My Favorite Son (MFS), now in college, was 11 years old when I asked him to help me imagine his day at school. He cooperated by describing it in chronological order and in plodding detail, just I suppose, to be funny, and probably to evade telling me anything really important about his increasingly private life. But I listened as he told about getting on the bus, finding a seat, the various bus stops, and I didn’t interrupt him until he got to homeroom and morning announcements and then the designated “moment of silence.”
We are, MFS and I, spiritual beings. (He may not know this about himself, even yet, but I have always known it about him.) But we have no formal religion, and I suspected he did not use this time for formal prayer.
So I asked him, “What do you do during the moment of silence?”
He answered, “I try to levitate.”
And we laughed. We burst into deep, joyous laughter, the belly laugh kind, the only proper response, come to think of it.
I love that MFS wasn’t bound by limitations. For him there was no line between what is possible and impossible. For him it was all possible—unlike his mother’s life at that particular time. For me there was a line. Actually, it was more like a big thick wall layered with miles of barbed wire and surrounded by a crocodile-filled moat. “Possible” was on the other side of all that while I stood bound to “impossible.”
Filled with fear accumulated during more than 25 years away from the academic world, I had just returned to college to finally complete a degree. At the same time, I was struggling in my marriage, or closer to the truth, struggling with myself, and struggling with my loud inner critic and a cast of assorted demons. The short version of my sad tale is that my spirit was crushed, almost extinguished, from the cumulative effect of a life-long unrequited desire for an undefined “something missing” and discomfort in the world.I felt certifiably crazy, and it was usually easy to find someone close by who would affirm the opinion I held of myself.
Soon I would walk a bridge over the moat, and real-world guardian angels would point to a ladder and wire clippers. Soon I would find out that my kind of crazy is okay. And that my undefined desire was simply a desire for making meaning in the world. A desire shared by many creative people and inextricably connected to spirituality. On this day, however, here at the dinner table, talking to MFS, I couldn’t even imagine such a transformation. My fears had blinded me, and my inner critic scolded me, “What you want is impossible. And you are crazy to want it.”
But I had more spirit remaining than I gave myself credit for then. And even though I remember this time of my life as a time of deep and overriding despair, I was, I know now, already taking action to lift myself up. Tentative. Tip toes. But I was, indeed, trying to levitate too.
When our laughter died down, I wondered aloud to MFS, “Levitate?”
Sometimes as a parent, I’ve felt moments of divine intervention. This was one of those moments, because I didn’t say what first came to my mind.
I didn’t tell him that what he was trying to do was impossible.
I didn’t show him the moat, the crocodiles, the wall, and the barbed wire that I knew so well.
Instead, I asked him, “Have you done it?”
I swear, magical light beamed from his eyes and shone on me when he answered, “No, not yet.”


Directions: Show each line of the records in which the word "image" occurs.

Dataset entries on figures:
*****

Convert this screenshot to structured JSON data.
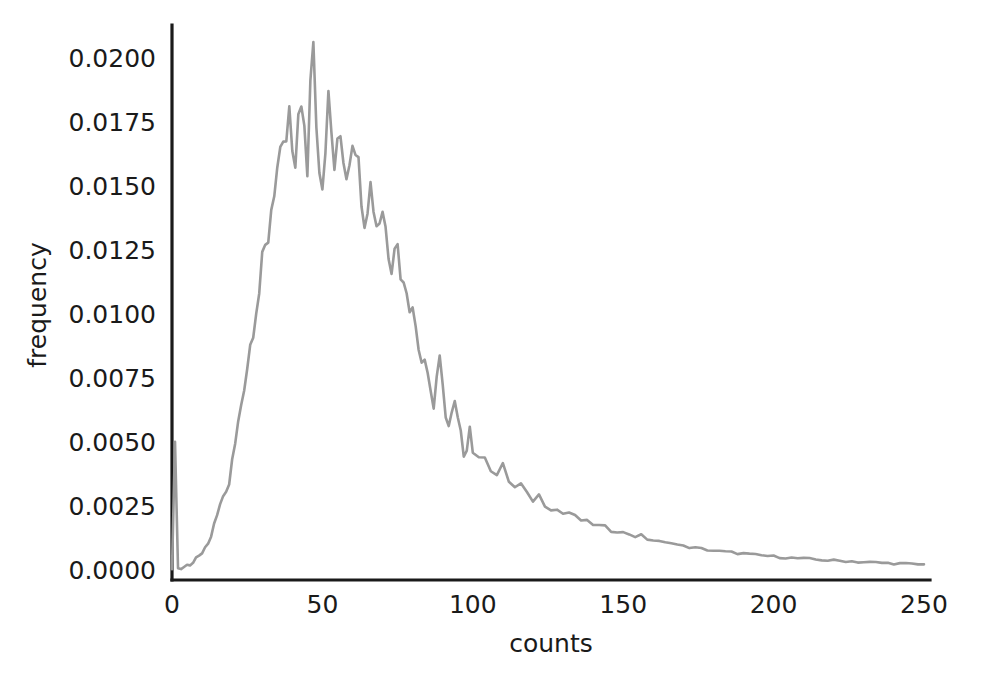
{
  "chart_data": {
    "type": "line",
    "title": "",
    "subtitle": "",
    "xlabel": "counts",
    "ylabel": "frequency",
    "xlim": [
      0,
      252
    ],
    "ylim": [
      -0.0004,
      0.0213
    ],
    "grid": false,
    "legend": null,
    "line_color": "#9a9a9a",
    "axis_color": "#1a1a1a",
    "background_color": "#ffffff",
    "xticks": [
      0,
      50,
      100,
      150,
      200,
      250
    ],
    "xtick_labels": [
      "0",
      "50",
      "100",
      "150",
      "200",
      "250"
    ],
    "yticks": [
      0.0,
      0.0025,
      0.005,
      0.0075,
      0.01,
      0.0125,
      0.015,
      0.0175,
      0.02
    ],
    "ytick_labels": [
      "0.0000",
      "0.0025",
      "0.0050",
      "0.0075",
      "0.0100",
      "0.0125",
      "0.0150",
      "0.0175",
      "0.0200"
    ],
    "peak_x": 38,
    "peak_y": 0.0206,
    "zero_spike_y": 0.005,
    "tail_level": 0.0002,
    "x": [
      0,
      1,
      2,
      3,
      4,
      5,
      6,
      7,
      8,
      9,
      10,
      11,
      12,
      13,
      14,
      15,
      16,
      17,
      18,
      19,
      20,
      21,
      22,
      23,
      24,
      25,
      26,
      27,
      28,
      29,
      30,
      31,
      32,
      33,
      34,
      35,
      36,
      37,
      38,
      39,
      40,
      41,
      42,
      43,
      44,
      45,
      46,
      47,
      48,
      49,
      50,
      51,
      52,
      53,
      54,
      55,
      56,
      57,
      58,
      59,
      60,
      61,
      62,
      63,
      64,
      65,
      66,
      67,
      68,
      69,
      70,
      71,
      72,
      73,
      74,
      75,
      76,
      77,
      78,
      79,
      80,
      81,
      82,
      83,
      84,
      85,
      86,
      87,
      88,
      89,
      90,
      91,
      92,
      93,
      94,
      95,
      96,
      97,
      98,
      99,
      100,
      102,
      104,
      106,
      108,
      110,
      112,
      114,
      116,
      118,
      120,
      122,
      124,
      126,
      128,
      130,
      132,
      134,
      136,
      138,
      140,
      142,
      144,
      146,
      148,
      150,
      152,
      154,
      156,
      158,
      160,
      162,
      164,
      166,
      168,
      170,
      172,
      174,
      176,
      178,
      180,
      182,
      184,
      186,
      188,
      190,
      192,
      194,
      196,
      198,
      200,
      202,
      204,
      206,
      208,
      210,
      212,
      214,
      216,
      218,
      220,
      222,
      224,
      226,
      228,
      230,
      232,
      234,
      236,
      238,
      240,
      242,
      244,
      246,
      248,
      250
    ],
    "y": [
      2e-05,
      0.005,
      0.0001,
      2e-05,
      0.00012,
      0.0002,
      0.00016,
      0.0003,
      0.0005,
      0.00055,
      0.0006,
      0.00085,
      0.00105,
      0.00125,
      0.00175,
      0.00215,
      0.00245,
      0.0029,
      0.003,
      0.0034,
      0.0042,
      0.0049,
      0.0057,
      0.0065,
      0.0073,
      0.008,
      0.0088,
      0.0096,
      0.0104,
      0.0109,
      0.0118,
      0.0124,
      0.0131,
      0.0142,
      0.0151,
      0.0156,
      0.0157,
      0.016,
      0.0168,
      0.0176,
      0.0162,
      0.015,
      0.0179,
      0.0187,
      0.017,
      0.0149,
      0.0196,
      0.0206,
      0.018,
      0.0162,
      0.0152,
      0.017,
      0.0181,
      0.017,
      0.0158,
      0.0162,
      0.017,
      0.0164,
      0.0156,
      0.0164,
      0.0172,
      0.017,
      0.0156,
      0.015,
      0.014,
      0.0146,
      0.015,
      0.0144,
      0.0136,
      0.0138,
      0.0142,
      0.0134,
      0.0126,
      0.0122,
      0.013,
      0.0126,
      0.0118,
      0.011,
      0.0112,
      0.0106,
      0.01,
      0.0096,
      0.009,
      0.0083,
      0.0086,
      0.0078,
      0.007,
      0.0064,
      0.0076,
      0.008,
      0.007,
      0.0062,
      0.0056,
      0.006,
      0.0064,
      0.0058,
      0.0052,
      0.0046,
      0.0049,
      0.0056,
      0.0047,
      0.0042,
      0.0046,
      0.004,
      0.0037,
      0.004,
      0.0035,
      0.0032,
      0.0033,
      0.0029,
      0.00275,
      0.0029,
      0.0026,
      0.00245,
      0.00235,
      0.0022,
      0.00225,
      0.00205,
      0.00195,
      0.00185,
      0.0018,
      0.0017,
      0.00165,
      0.00155,
      0.0015,
      0.00145,
      0.0014,
      0.0013,
      0.00135,
      0.0012,
      0.00115,
      0.0011,
      0.00105,
      0.00108,
      0.00098,
      0.00092,
      0.00088,
      0.00085,
      0.00082,
      0.00078,
      0.00075,
      0.00072,
      0.0007,
      0.00068,
      0.00065,
      0.00063,
      0.0006,
      0.00058,
      0.00056,
      0.00054,
      0.00052,
      0.0005,
      0.00048,
      0.00046,
      0.00045,
      0.00043,
      0.00042,
      0.0004,
      0.00039,
      0.00037,
      0.00036,
      0.00035,
      0.00034,
      0.00033,
      0.00031,
      0.0003,
      0.00029,
      0.00028,
      0.00027,
      0.00026,
      0.00025,
      0.00024,
      0.00023,
      0.00022,
      0.00021,
      0.0002
    ]
  }
}
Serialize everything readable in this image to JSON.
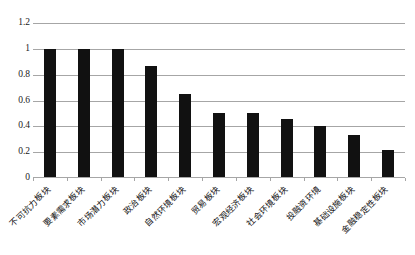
{
  "chart_data": {
    "type": "bar",
    "title": "",
    "subtitle": "",
    "xlabel": "",
    "ylabel": "",
    "ylim": [
      0,
      1.2
    ],
    "ytick_labels": [
      "1.2",
      "1",
      "0.8",
      "0.6",
      "0.4",
      "0.2",
      "0"
    ],
    "ytick_values": [
      1.2,
      1.0,
      0.8,
      0.6,
      0.4,
      0.2,
      0
    ],
    "grid": true,
    "legend": false,
    "legend_position": "none",
    "bar_color": "#111111",
    "gridline_color": "#a6a6a6",
    "categories": [
      "不可抗力板块",
      "要素需求板块",
      "市场潜力板块",
      "政治板块",
      "自然环境板块",
      "贸易板块",
      "宏观经济板块",
      "社会环境板块",
      "投融资环境",
      "基础设施板块",
      "金融稳定性板块"
    ],
    "values": [
      1.0,
      1.0,
      1.0,
      0.87,
      0.65,
      0.5,
      0.5,
      0.46,
      0.4,
      0.33,
      0.22
    ]
  }
}
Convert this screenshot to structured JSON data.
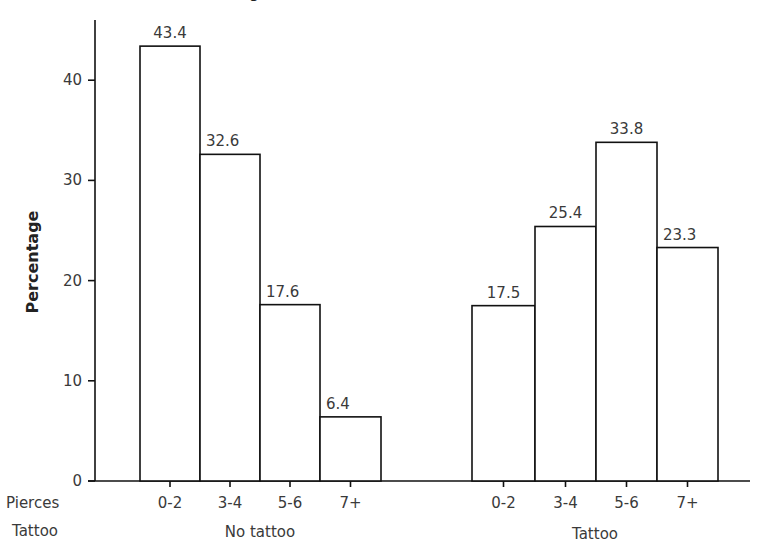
{
  "chart_data": {
    "type": "bar",
    "title": "",
    "title_fragment_visible": "g",
    "ylabel": "Percentage",
    "xlabel": "",
    "ylim": [
      0,
      46
    ],
    "yticks": [
      0,
      10,
      20,
      30,
      40
    ],
    "grid": false,
    "legend": null,
    "row_labels": [
      "Pierces",
      "Tattoo"
    ],
    "groups": [
      {
        "name": "No tattoo",
        "categories": [
          "0-2",
          "3-4",
          "5-6",
          "7+"
        ],
        "values": [
          43.4,
          32.6,
          17.6,
          6.4
        ]
      },
      {
        "name": "Tattoo",
        "categories": [
          "0-2",
          "3-4",
          "5-6",
          "7+"
        ],
        "values": [
          17.5,
          25.4,
          33.8,
          23.3
        ]
      }
    ],
    "bar_fill": "#ffffff",
    "bar_stroke": "#111111"
  }
}
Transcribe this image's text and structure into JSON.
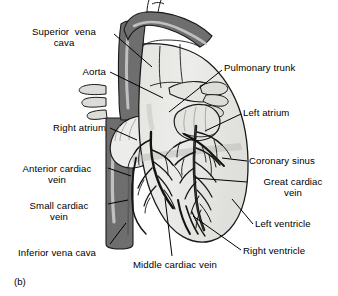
{
  "figure": {
    "caption": "(b)"
  },
  "colors": {
    "background": "#ffffff",
    "outline": "#1a1a1a",
    "heart_body": "#e8e8e4",
    "heart_shadow": "#cfcfcb",
    "vena_cava_dark": "#6e6e6e",
    "vena_cava_highlight": "#c9c9c9",
    "vessel_light": "#dcdcd8",
    "coronary_vessel": "#141414",
    "label_text": "#000000",
    "leader_line": "#000000"
  },
  "labels": [
    {
      "id": "superior-vena-cava",
      "lines": [
        "Superior  vena",
        "cava"
      ],
      "align": "center",
      "x": 14,
      "y": 26,
      "width": 100,
      "leader": {
        "x1": 114,
        "y1": 34,
        "x2": 152,
        "y2": 67
      }
    },
    {
      "id": "aorta",
      "lines": [
        "Aorta"
      ],
      "align": "right",
      "x": 44,
      "y": 66,
      "width": 62,
      "leader": {
        "x1": 110,
        "y1": 72,
        "x2": 163,
        "y2": 98
      }
    },
    {
      "id": "right-atrium",
      "lines": [
        "Right atrium"
      ],
      "align": "right",
      "x": 12,
      "y": 122,
      "width": 94,
      "leader": {
        "x1": 110,
        "y1": 128,
        "x2": 137,
        "y2": 140
      }
    },
    {
      "id": "anterior-cardiac-vein",
      "lines": [
        "Anterior cardiac",
        "vein"
      ],
      "align": "center",
      "x": 8,
      "y": 163,
      "width": 98,
      "leader": {
        "x1": 108,
        "y1": 168,
        "x2": 131,
        "y2": 176
      }
    },
    {
      "id": "small-cardiac-vein",
      "lines": [
        "Small cardiac",
        "vein"
      ],
      "align": "center",
      "x": 12,
      "y": 200,
      "width": 94,
      "leader": {
        "x1": 108,
        "y1": 204,
        "x2": 128,
        "y2": 200
      }
    },
    {
      "id": "inferior-vena-cava",
      "lines": [
        "Inferior vena cava"
      ],
      "align": "left",
      "x": 18,
      "y": 247,
      "width": 110,
      "leader": {
        "x1": 110,
        "y1": 244,
        "x2": 126,
        "y2": 223
      }
    },
    {
      "id": "middle-cardiac-vein",
      "lines": [
        "Middle cardiac vein"
      ],
      "align": "left",
      "x": 133,
      "y": 259,
      "width": 120,
      "leader": {
        "x1": 172,
        "y1": 256,
        "x2": 165,
        "y2": 198
      }
    },
    {
      "id": "pulmonary-trunk",
      "lines": [
        "Pulmonary trunk"
      ],
      "align": "left",
      "x": 224,
      "y": 62,
      "width": 110,
      "leader": {
        "x1": 222,
        "y1": 70,
        "x2": 169,
        "y2": 112
      }
    },
    {
      "id": "left-atrium",
      "lines": [
        "Left atrium"
      ],
      "align": "left",
      "x": 243,
      "y": 107,
      "width": 90,
      "leader": {
        "x1": 241,
        "y1": 114,
        "x2": 205,
        "y2": 131
      }
    },
    {
      "id": "coronary-sinus",
      "lines": [
        "Coronary sinus"
      ],
      "align": "left",
      "x": 249,
      "y": 155,
      "width": 88,
      "leader": {
        "x1": 247,
        "y1": 161,
        "x2": 222,
        "y2": 158
      }
    },
    {
      "id": "great-cardiac-vein",
      "lines": [
        "Great cardiac",
        "vein"
      ],
      "align": "center",
      "x": 249,
      "y": 176,
      "width": 88,
      "leader": {
        "x1": 247,
        "y1": 182,
        "x2": 195,
        "y2": 178
      }
    },
    {
      "id": "left-ventricle",
      "lines": [
        "Left ventricle"
      ],
      "align": "left",
      "x": 255,
      "y": 218,
      "width": 84,
      "leader": {
        "x1": 253,
        "y1": 224,
        "x2": 232,
        "y2": 199
      }
    },
    {
      "id": "right-ventricle",
      "lines": [
        "Right ventricle"
      ],
      "align": "left",
      "x": 243,
      "y": 245,
      "width": 92,
      "leader": {
        "x1": 241,
        "y1": 250,
        "x2": 193,
        "y2": 216
      }
    }
  ]
}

*****

Answer space:
Serialize everything readable in this image to JSON.
Transcribe this image's text and structure into JSON.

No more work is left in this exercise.